George L Cooker
Kentucky Post, Friday, 14 August 1918,
page 14
George L Cooker, who fought with the famous Old Sixth of Ft Thomas at San Juan Hill in Cuba, has been killed in action in France. His home was at Sixth and Bridge streets, Riverside, Cincinnati and when America went into the war, he figured it was up to him, a veteran of another war, to get in again, although he was 40 years old.
Army doctors at first rejected him because he was too stout. So he went to Washington and told of his San Juan record, in which he was one of five of his company of 112 who were not wounded or killed. They took him finally because he was so determined and sent him to Ft Benjamin Harrison, Indianapolis, assigned to Twenty-eighth Infantry. While at Indianapolis he married, so in the casualty list his residence is given as Indianapolis.
He was killed in the July offensive, after he had fought in the battle of Cantigny, American's first real battle in this war, and helped capture Cantigny, the first village taken by American arms. "We have the Germans on the run," he wrote to his brother, Frank A Cooker, 1528 Linn st. (Cincinnati) after the Cantigny battle. "I had the honor of being one of the first Americans to go over the top. We went over on May 27 at 6:45 pm and gained our objectives 45 minutes later. It sure has been busy in the trenches, where I have been for about three months."
In 1870 Cooker's father fought the Germans in France, not far from the battlefield of the Marne on which the son fell.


Assignment: Keep only the lines of the material below that contain the word "title". Copy those lines.

┌──

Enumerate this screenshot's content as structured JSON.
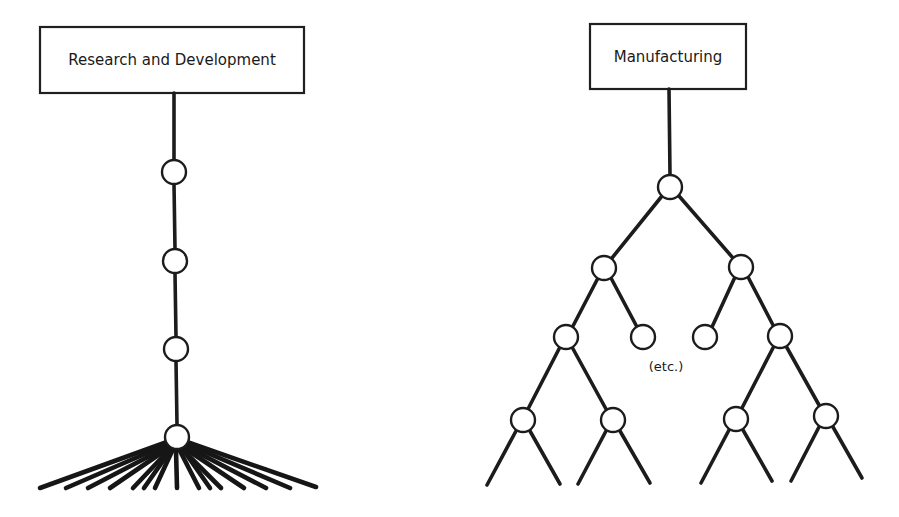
{
  "diagram": {
    "left": {
      "title": "Research and Development",
      "structure": "linear chain ending in a wide fan",
      "nodes": [
        {
          "id": "rd-1",
          "x": 174,
          "y": 172
        },
        {
          "id": "rd-2",
          "x": 175,
          "y": 261
        },
        {
          "id": "rd-3",
          "x": 176,
          "y": 349
        },
        {
          "id": "rd-fan-hub",
          "x": 177,
          "y": 437
        }
      ],
      "fan_ray_count": 15
    },
    "right": {
      "title": "Manufacturing",
      "structure": "binary tree",
      "annotation": "(etc.)",
      "levels": [
        [
          {
            "id": "m-root",
            "x": 670,
            "y": 187
          }
        ],
        [
          {
            "id": "m-l2-a",
            "x": 604,
            "y": 268
          },
          {
            "id": "m-l2-b",
            "x": 741,
            "y": 267
          }
        ],
        [
          {
            "id": "m-l3-a",
            "x": 566,
            "y": 337
          },
          {
            "id": "m-l3-b",
            "x": 643,
            "y": 337
          },
          {
            "id": "m-l3-c",
            "x": 705,
            "y": 337
          },
          {
            "id": "m-l3-d",
            "x": 780,
            "y": 336
          }
        ],
        [
          {
            "id": "m-l4-a",
            "x": 523,
            "y": 420
          },
          {
            "id": "m-l4-b",
            "x": 613,
            "y": 420
          },
          {
            "id": "m-l4-c",
            "x": 736,
            "y": 419
          },
          {
            "id": "m-l4-d",
            "x": 826,
            "y": 416
          }
        ]
      ]
    },
    "colors": {
      "ink": "#1c1c1c",
      "background": "#ffffff"
    }
  }
}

└──

Problem solution:
      "title": "Research and Development",
      "title": "Manufacturing",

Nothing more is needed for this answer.